Steven Bradbury, 30 May 2005, p. 31:
28 This is not to say that the interrogation program has worked perfectly. According to the IG Report, the CIA, at least initially could not always distinguish detainees had information but were successfully resisting interrogation from those who did not actually have the information. See IG Report 83-85. On at least one accasion, this may have resulted in what might be deemed in retrospect to have been the unnecessary use of enhanced techniques. On that occasion, although the on-scene interrogation team judged Zubaydah to be compliant elements within CIA Headquarters still believed he was witholding information. [REDACTED] See id. at 84. At the direction of CIA Headquaters, interrogators therefore used the waterboard one more time on Zubaydah. [REDACTED] See id. at 84-85.

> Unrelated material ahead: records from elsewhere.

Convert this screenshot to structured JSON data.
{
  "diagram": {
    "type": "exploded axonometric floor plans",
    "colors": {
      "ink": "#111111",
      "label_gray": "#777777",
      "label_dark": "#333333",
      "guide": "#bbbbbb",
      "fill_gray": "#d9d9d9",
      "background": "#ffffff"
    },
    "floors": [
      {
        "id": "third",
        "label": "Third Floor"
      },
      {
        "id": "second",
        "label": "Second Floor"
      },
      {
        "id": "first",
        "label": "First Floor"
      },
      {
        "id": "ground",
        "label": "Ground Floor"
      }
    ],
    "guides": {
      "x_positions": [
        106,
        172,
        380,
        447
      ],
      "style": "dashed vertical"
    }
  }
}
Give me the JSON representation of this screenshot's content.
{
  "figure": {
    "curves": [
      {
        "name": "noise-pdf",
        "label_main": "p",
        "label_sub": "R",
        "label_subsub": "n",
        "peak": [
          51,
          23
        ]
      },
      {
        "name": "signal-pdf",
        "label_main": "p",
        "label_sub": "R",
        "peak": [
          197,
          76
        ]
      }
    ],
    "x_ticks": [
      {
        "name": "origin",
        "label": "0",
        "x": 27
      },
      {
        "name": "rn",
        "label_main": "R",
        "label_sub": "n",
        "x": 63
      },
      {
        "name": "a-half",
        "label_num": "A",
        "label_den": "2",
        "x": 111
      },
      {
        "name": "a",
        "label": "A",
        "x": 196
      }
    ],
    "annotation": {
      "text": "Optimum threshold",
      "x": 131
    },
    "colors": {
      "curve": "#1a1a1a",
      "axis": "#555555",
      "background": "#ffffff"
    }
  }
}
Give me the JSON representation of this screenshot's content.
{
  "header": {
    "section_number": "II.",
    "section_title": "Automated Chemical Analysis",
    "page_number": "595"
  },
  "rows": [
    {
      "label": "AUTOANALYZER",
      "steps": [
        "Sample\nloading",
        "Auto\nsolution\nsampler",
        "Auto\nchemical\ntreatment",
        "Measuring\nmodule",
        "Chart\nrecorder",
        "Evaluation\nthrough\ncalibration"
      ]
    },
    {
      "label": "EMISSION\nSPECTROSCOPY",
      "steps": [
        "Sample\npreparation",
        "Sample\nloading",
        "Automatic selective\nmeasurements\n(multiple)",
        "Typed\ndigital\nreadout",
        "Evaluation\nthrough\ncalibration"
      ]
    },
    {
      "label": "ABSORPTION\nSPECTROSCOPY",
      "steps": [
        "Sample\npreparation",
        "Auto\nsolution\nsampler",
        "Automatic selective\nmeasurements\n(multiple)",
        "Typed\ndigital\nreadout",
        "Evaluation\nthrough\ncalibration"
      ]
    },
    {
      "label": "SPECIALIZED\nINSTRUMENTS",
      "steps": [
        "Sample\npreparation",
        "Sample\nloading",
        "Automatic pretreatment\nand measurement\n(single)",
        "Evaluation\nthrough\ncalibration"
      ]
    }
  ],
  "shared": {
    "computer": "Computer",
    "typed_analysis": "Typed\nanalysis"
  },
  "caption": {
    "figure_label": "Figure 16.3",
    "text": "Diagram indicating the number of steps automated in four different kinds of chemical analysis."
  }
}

This is a disgusting revelation, even by today's standards. It means that CIA HQ pressed for the rougher treatment of a detainee against the recommendations of the torturers interrogators themselves.
Just think about that.
This newest detail fits in with what we already knew, that Bush himself was personally interested tormenting him in a vain attempt to extract everything he believed he knew:
Which brings us back to the unbalanced Abu Zubaydah. "I said he was important," Bush reportedly told Tenet at one of their daily meetings. "You're not going to let me lose face on this, are you?" "No sir, Mr. President," Tenet replied. Bush "was fixated on how to get Zubaydah to tell us the truth," Suskind writes, and he asked one briefer, "Do some of these harsh methods really work?" Interrogators did their best to find out, Suskind reports.
It seems to me that the idea of torture being a "top-down" process makes the most sense. After all, if it's one thing that the social sciences have taught us, it is much easier to do the unspeakable when one is simply "following orders."